Lucius, my son, you are playing a very risky game, but the stakes are worth it. Ten thousand pounds, a fresh country--and entirely new women!"
V
THE LOVE-POTION
Two weeks after Crandon's departure the first instalment of serpentine beads arrived for Sophie. There was no concealing the fact, and Sophie replied to her father's suave inquiries that the beads were a keepsake from a friend. Enclosed with them was a tiny packet of white powder, on which was written "Powder to clean the pebbles," and this Sophie secreted at once.
A few days later the Squire was unwell with a violent headache and bilious attack resulting from too much port and smuggled brandy the night before--Sophie suggested that she should make him a dish of tea.
In the night he was taken with violent sickness, but by the next day he had not only recovered from that but apparently actually benefited by it, as it had cured him of the result of his orgy.
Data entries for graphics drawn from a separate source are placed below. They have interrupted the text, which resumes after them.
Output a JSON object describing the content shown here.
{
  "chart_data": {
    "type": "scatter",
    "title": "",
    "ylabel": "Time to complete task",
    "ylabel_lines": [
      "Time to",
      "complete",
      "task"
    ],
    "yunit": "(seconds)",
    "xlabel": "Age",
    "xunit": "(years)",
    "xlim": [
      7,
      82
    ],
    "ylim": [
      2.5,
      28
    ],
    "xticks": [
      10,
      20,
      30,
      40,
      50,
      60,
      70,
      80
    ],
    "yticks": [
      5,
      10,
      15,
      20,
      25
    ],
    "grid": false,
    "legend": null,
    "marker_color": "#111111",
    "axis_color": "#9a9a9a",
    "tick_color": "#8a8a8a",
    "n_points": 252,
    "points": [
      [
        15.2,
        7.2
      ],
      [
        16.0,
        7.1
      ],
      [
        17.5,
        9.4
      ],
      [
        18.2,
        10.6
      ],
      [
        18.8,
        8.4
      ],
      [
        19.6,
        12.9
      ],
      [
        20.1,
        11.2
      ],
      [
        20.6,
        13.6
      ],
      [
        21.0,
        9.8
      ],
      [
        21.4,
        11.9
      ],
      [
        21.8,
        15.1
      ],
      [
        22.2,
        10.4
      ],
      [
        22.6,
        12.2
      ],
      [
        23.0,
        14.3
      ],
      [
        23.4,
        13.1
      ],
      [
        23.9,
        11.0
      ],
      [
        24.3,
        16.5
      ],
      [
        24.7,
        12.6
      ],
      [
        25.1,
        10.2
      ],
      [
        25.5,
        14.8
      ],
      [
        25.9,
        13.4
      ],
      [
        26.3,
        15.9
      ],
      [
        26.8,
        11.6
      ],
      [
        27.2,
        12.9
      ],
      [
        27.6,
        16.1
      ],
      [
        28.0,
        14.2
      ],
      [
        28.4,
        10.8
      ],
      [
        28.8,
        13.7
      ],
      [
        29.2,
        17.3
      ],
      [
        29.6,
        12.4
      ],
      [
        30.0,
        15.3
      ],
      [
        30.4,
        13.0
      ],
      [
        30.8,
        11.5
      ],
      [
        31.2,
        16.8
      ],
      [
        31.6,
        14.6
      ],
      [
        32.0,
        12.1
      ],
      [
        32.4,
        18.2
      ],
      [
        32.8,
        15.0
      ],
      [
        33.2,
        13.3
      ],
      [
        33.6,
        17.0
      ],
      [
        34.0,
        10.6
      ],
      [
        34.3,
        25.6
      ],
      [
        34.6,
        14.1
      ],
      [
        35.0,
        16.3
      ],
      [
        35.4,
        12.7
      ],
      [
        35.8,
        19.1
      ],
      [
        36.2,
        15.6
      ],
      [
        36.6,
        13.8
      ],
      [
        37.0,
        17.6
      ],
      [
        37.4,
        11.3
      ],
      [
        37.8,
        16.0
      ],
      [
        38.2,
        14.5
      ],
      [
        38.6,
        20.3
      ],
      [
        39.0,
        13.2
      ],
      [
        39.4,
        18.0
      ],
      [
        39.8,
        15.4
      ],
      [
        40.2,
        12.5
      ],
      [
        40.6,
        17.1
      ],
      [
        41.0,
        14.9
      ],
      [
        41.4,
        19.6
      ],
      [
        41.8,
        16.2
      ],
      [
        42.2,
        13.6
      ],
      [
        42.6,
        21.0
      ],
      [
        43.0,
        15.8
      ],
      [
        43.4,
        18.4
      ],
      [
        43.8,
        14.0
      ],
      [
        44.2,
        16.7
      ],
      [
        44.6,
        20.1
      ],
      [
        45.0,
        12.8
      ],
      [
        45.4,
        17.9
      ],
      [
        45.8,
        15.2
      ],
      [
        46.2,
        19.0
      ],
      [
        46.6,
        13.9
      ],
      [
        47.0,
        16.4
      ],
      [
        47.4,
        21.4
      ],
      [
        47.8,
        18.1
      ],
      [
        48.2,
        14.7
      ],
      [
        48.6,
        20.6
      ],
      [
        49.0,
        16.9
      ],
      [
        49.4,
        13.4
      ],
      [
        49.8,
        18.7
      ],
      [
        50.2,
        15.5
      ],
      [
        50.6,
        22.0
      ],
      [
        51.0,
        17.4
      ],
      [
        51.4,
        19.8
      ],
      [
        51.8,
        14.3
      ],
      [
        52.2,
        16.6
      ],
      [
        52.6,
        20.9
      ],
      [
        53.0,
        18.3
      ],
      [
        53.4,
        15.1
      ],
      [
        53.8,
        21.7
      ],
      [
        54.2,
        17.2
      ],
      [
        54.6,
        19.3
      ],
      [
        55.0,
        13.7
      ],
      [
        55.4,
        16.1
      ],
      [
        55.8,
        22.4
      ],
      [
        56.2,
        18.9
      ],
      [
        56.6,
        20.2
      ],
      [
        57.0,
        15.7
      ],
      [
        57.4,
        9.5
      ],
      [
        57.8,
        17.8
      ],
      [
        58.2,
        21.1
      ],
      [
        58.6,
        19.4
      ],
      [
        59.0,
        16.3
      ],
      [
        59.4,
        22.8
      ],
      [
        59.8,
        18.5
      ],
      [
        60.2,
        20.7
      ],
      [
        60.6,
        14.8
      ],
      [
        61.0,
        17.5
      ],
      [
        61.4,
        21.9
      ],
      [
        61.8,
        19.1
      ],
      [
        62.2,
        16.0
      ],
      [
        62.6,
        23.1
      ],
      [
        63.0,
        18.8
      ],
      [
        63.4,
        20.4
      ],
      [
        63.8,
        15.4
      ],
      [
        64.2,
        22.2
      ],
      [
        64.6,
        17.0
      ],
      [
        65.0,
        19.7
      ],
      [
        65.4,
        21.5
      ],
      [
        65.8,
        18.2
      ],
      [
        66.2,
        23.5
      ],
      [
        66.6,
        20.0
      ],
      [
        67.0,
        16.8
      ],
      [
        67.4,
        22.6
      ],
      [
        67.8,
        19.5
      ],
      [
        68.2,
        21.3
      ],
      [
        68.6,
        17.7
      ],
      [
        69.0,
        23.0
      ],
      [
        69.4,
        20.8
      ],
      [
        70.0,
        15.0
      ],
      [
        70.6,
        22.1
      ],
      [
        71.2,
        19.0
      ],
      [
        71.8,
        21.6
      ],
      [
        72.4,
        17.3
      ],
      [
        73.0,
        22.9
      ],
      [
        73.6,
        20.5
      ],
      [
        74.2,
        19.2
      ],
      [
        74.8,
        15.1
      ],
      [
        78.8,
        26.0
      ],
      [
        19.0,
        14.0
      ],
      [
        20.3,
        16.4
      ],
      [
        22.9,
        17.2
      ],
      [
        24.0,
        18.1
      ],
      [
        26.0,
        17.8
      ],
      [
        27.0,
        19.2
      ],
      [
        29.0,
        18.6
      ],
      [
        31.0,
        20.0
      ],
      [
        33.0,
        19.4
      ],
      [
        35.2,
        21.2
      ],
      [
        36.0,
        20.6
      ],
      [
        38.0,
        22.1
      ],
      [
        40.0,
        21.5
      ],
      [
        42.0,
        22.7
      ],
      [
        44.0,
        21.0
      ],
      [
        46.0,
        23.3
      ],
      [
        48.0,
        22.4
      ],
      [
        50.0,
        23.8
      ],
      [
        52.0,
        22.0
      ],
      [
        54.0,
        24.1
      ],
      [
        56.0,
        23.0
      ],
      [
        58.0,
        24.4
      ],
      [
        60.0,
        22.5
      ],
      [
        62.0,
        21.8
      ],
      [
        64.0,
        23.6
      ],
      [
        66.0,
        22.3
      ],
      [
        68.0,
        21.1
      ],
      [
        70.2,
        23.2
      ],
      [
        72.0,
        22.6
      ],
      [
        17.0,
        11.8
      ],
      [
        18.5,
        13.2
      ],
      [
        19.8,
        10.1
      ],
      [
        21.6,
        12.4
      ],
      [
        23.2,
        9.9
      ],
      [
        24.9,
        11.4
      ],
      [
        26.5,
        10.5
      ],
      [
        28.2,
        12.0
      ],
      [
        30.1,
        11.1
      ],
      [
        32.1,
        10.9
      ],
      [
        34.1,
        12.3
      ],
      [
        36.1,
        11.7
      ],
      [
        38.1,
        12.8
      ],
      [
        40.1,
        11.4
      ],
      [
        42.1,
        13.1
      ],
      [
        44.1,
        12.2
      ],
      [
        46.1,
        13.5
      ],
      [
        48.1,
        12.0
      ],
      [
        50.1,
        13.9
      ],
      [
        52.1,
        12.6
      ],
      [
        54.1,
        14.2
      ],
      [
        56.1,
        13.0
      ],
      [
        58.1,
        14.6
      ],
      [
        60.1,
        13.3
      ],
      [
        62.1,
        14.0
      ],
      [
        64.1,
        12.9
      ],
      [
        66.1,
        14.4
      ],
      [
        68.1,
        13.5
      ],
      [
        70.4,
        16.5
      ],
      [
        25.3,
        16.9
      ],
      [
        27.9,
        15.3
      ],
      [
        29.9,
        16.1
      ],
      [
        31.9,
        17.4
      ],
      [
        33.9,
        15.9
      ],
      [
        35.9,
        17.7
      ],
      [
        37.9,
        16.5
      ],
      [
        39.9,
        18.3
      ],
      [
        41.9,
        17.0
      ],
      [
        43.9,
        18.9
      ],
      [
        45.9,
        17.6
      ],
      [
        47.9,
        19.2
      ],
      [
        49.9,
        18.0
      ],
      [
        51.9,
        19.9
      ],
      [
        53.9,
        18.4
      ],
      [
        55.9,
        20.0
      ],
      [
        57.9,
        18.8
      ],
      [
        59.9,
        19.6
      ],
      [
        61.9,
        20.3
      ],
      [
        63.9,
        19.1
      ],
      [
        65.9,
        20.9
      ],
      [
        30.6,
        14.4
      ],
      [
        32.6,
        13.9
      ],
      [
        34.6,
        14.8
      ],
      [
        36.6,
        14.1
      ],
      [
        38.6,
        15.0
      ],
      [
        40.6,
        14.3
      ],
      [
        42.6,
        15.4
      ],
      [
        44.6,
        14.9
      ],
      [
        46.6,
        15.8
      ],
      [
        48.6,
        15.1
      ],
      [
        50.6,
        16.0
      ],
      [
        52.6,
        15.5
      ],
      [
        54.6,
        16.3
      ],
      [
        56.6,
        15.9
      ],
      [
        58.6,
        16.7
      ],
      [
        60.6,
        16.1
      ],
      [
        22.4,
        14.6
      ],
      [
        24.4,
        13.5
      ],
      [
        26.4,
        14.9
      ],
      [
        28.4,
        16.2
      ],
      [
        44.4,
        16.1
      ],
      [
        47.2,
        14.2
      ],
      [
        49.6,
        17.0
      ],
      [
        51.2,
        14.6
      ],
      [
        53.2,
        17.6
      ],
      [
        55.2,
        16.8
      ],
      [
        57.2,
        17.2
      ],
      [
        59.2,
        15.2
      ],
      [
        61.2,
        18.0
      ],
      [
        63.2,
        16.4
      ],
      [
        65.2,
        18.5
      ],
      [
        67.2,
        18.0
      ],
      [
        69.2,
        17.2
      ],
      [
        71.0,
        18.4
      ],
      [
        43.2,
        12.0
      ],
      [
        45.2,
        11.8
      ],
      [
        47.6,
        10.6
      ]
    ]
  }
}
Next day, to continue the cure, Sophie again sent him up some tea, but this time the Squire thought it tasted odd, and Hester, on bearing away the dish, finding that the rare beverage was left untouched, hid it in the scullery and drank it that evening. She was soon taken with violent pains and sickness and a raging thirst, and it was in this condition that Lylie found her.
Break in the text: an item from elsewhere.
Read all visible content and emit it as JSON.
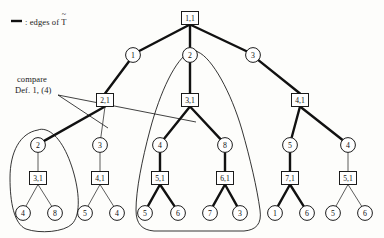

"My life, Hester, what have 'ee got?" asked Lylie.
"The pains of death, I do think," gasped Hester. "Oh, oh!"
Lylie looked at her unsympathetically.
"Simme you'm whist wi' en," she observed, "scrawlen' like that. Some bad you do look, though, there's no denyen'."
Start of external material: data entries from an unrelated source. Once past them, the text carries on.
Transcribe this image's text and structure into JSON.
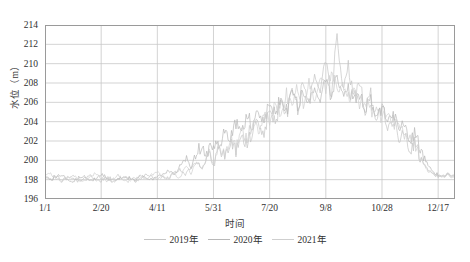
{
  "chart_data": {
    "type": "line",
    "title": "",
    "xlabel": "时间",
    "ylabel": "水位（m）",
    "ylim": [
      196,
      214
    ],
    "yticks": [
      196,
      198,
      200,
      202,
      204,
      206,
      208,
      210,
      212,
      214
    ],
    "xticks": [
      "1/1",
      "2/20",
      "4/11",
      "5/31",
      "7/20",
      "9/8",
      "10/28",
      "12/17"
    ],
    "xtick_positions": [
      0,
      50,
      100,
      150,
      200,
      250,
      300,
      350
    ],
    "xlim": [
      0,
      365
    ],
    "grid": true,
    "legend_position": "bottom",
    "series": [
      {
        "name": "2019年",
        "color": "#c4c4c4",
        "x": [
          0,
          5,
          10,
          15,
          20,
          25,
          30,
          35,
          40,
          45,
          50,
          55,
          60,
          65,
          70,
          75,
          80,
          85,
          90,
          95,
          100,
          105,
          110,
          115,
          120,
          125,
          130,
          135,
          140,
          145,
          150,
          155,
          160,
          165,
          170,
          175,
          180,
          185,
          190,
          195,
          200,
          205,
          210,
          215,
          220,
          225,
          230,
          235,
          240,
          245,
          250,
          255,
          260,
          265,
          270,
          275,
          280,
          285,
          290,
          295,
          300,
          305,
          310,
          315,
          320,
          325,
          330,
          335,
          340,
          345,
          350,
          355,
          360,
          365
        ],
        "values": [
          198.2,
          198.0,
          198.4,
          197.9,
          198.3,
          198.1,
          197.8,
          198.2,
          198.5,
          198.0,
          197.9,
          198.3,
          198.1,
          197.9,
          198.4,
          198.2,
          197.8,
          198.1,
          198.6,
          198.3,
          198.0,
          198.4,
          198.2,
          198.7,
          199.1,
          198.5,
          199.3,
          199.8,
          199.2,
          200.4,
          199.6,
          201.2,
          200.3,
          201.8,
          200.9,
          202.6,
          201.5,
          203.2,
          204.1,
          202.8,
          205.3,
          203.9,
          206.2,
          204.7,
          207.1,
          205.2,
          208.4,
          206.1,
          209.2,
          207.3,
          210.1,
          206.8,
          212.9,
          207.5,
          209.8,
          206.4,
          208.2,
          205.1,
          206.8,
          204.3,
          205.6,
          203.2,
          204.4,
          202.1,
          203.1,
          201.2,
          201.8,
          200.1,
          199.2,
          198.6,
          198.4,
          198.3,
          198.5,
          198.4
        ]
      },
      {
        "name": "2020年",
        "color": "#b8b8b8",
        "x": [
          0,
          5,
          10,
          15,
          20,
          25,
          30,
          35,
          40,
          45,
          50,
          55,
          60,
          65,
          70,
          75,
          80,
          85,
          90,
          95,
          100,
          105,
          110,
          115,
          120,
          125,
          130,
          135,
          140,
          145,
          150,
          155,
          160,
          165,
          170,
          175,
          180,
          185,
          190,
          195,
          200,
          205,
          210,
          215,
          220,
          225,
          230,
          235,
          240,
          245,
          250,
          255,
          260,
          265,
          270,
          275,
          280,
          285,
          290,
          295,
          300,
          305,
          310,
          315,
          320,
          325,
          330,
          335,
          340,
          345,
          350,
          355,
          360,
          365
        ],
        "values": [
          198.1,
          197.9,
          198.3,
          198.5,
          198.0,
          197.7,
          198.2,
          198.4,
          197.9,
          198.1,
          198.6,
          198.2,
          197.8,
          198.0,
          198.3,
          198.1,
          197.9,
          198.5,
          198.2,
          198.0,
          198.3,
          198.6,
          199.0,
          198.4,
          199.5,
          200.2,
          199.3,
          200.8,
          201.4,
          200.5,
          202.1,
          201.3,
          203.0,
          202.2,
          203.8,
          203.1,
          204.5,
          203.6,
          205.2,
          204.3,
          205.8,
          204.9,
          206.4,
          205.1,
          206.9,
          205.6,
          207.3,
          206.0,
          207.8,
          206.3,
          208.1,
          206.7,
          208.6,
          207.0,
          207.4,
          206.2,
          206.8,
          205.4,
          206.1,
          204.8,
          205.3,
          204.1,
          204.8,
          203.4,
          203.9,
          202.3,
          202.8,
          201.0,
          199.8,
          198.8,
          198.5,
          198.4,
          198.6,
          198.5
        ]
      },
      {
        "name": "2021年",
        "color": "#cfcfcf",
        "x": [
          0,
          5,
          10,
          15,
          20,
          25,
          30,
          35,
          40,
          45,
          50,
          55,
          60,
          65,
          70,
          75,
          80,
          85,
          90,
          95,
          100,
          105,
          110,
          115,
          120,
          125,
          130,
          135,
          140,
          145,
          150,
          155,
          160,
          165,
          170,
          175,
          180,
          185,
          190,
          195,
          200,
          205,
          210,
          215,
          220,
          225,
          230,
          235,
          240,
          245,
          250,
          255,
          260,
          265,
          270,
          275,
          280,
          285,
          290,
          295,
          300,
          305,
          310,
          315,
          320,
          325,
          330,
          335,
          340,
          345,
          350,
          355,
          360,
          365
        ],
        "values": [
          198.3,
          198.6,
          198.1,
          197.8,
          198.2,
          198.4,
          198.0,
          197.9,
          198.3,
          198.7,
          198.2,
          197.9,
          198.1,
          198.4,
          198.0,
          197.8,
          198.2,
          198.3,
          198.1,
          198.5,
          198.8,
          198.3,
          198.1,
          198.6,
          198.2,
          199.4,
          198.7,
          199.9,
          199.1,
          200.6,
          199.8,
          201.5,
          200.4,
          202.3,
          201.1,
          203.4,
          202.0,
          204.2,
          203.0,
          205.1,
          203.8,
          206.0,
          204.6,
          206.8,
          205.3,
          207.6,
          205.9,
          208.2,
          206.4,
          208.8,
          206.9,
          209.4,
          207.2,
          208.0,
          206.5,
          207.1,
          205.8,
          206.3,
          205.0,
          205.7,
          204.2,
          204.9,
          203.5,
          204.0,
          202.6,
          203.0,
          201.4,
          200.2,
          199.0,
          198.6,
          198.3,
          198.5,
          198.4,
          198.3
        ]
      }
    ]
  },
  "legend": {
    "items": [
      {
        "label": "2019年"
      },
      {
        "label": "2020年"
      },
      {
        "label": "2021年"
      }
    ]
  },
  "axes": {
    "grid_color": "#c8c8c8",
    "axis_color": "#9a9a9a"
  }
}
"I'm dyen'!" wailed Hester.
Sophie, who had come into the kitchen, heard the commotion, and went into the scullery.
"Why, Hester, what ails you?" she exclaimed. "Lylie, what has happened?"
"'Tes the pains o' death, she do say," replied Lylie, "but 'tes nawthen but to be in the bed and somethen' hot that she needs."
"She must get to bed at once. Here, Lylie, you take her arm that side and I'll take this. She's getting quieter."
Indeed, the worst spasms were over: Hester, weak and exhausted, was put to bed, and Sophie, her dislike of the girl forgotten in compa.s.sion, sent up weak broth and white wine whey. Late that evening as Lylie sat with the Squire, he asked her what all the noise had been about.
"'Tes that maid Hester," said Lylie indifferently, "she'd taken somethen' that went agen her and was vomiten' all evenin'. Some bad she did vomit, and Miss and I had to get her overstairs to the bed."
The Squire stirred in his chair and very slowly brought his eyes round to Lylie.
"What time did the sickness take her?" he asked.
"Soon after she'd put your tray to the kitchen, measter. Look 'ee, now, at this lutestring piece I got to Penzance church-town. It do sore need a ribbon to go wi' en. What do 'ee say to given' I a crown to buy et with, eh, measter?"
"Shalt have thy crown, woman," said the Squire shortly, "but leave me be now. I want no more for the night. And tell Miss I wish to speak with her to-morrow forenoon."
Lylie, somewhat offended, but mollified by the unexpectedly easy capture of the crown, withdrew, and next morning, as Sophie was busier than usual in household tasks--Hester still being confined to her bed--she delivered the Squire's message. It was with a heart fluttering with hope that Sophie went to his room. He was not yet out of bed, and, wrapped in a dingy dressing-gown, much stained with snuff and wine, his big jowl unshaven and his bald head innocent of wig (that ornament hung rakishly askew on a chair-back) he looked anything but a pleasant object. Sophie stopped short on the threshold.
"You sent for me, sir?" she asked.
"'Tis nothing of any importance, my dear," said the Squire smoothly, "merely to tell you how recovered I am. How blooming you look, my Sophie--more like my own daughter than you have since this shadow fell between us."
Indeed, Sophie, in her flutter of hope and excitement, showed a glowing face. Her heart softened at the kindliness of her father's tone.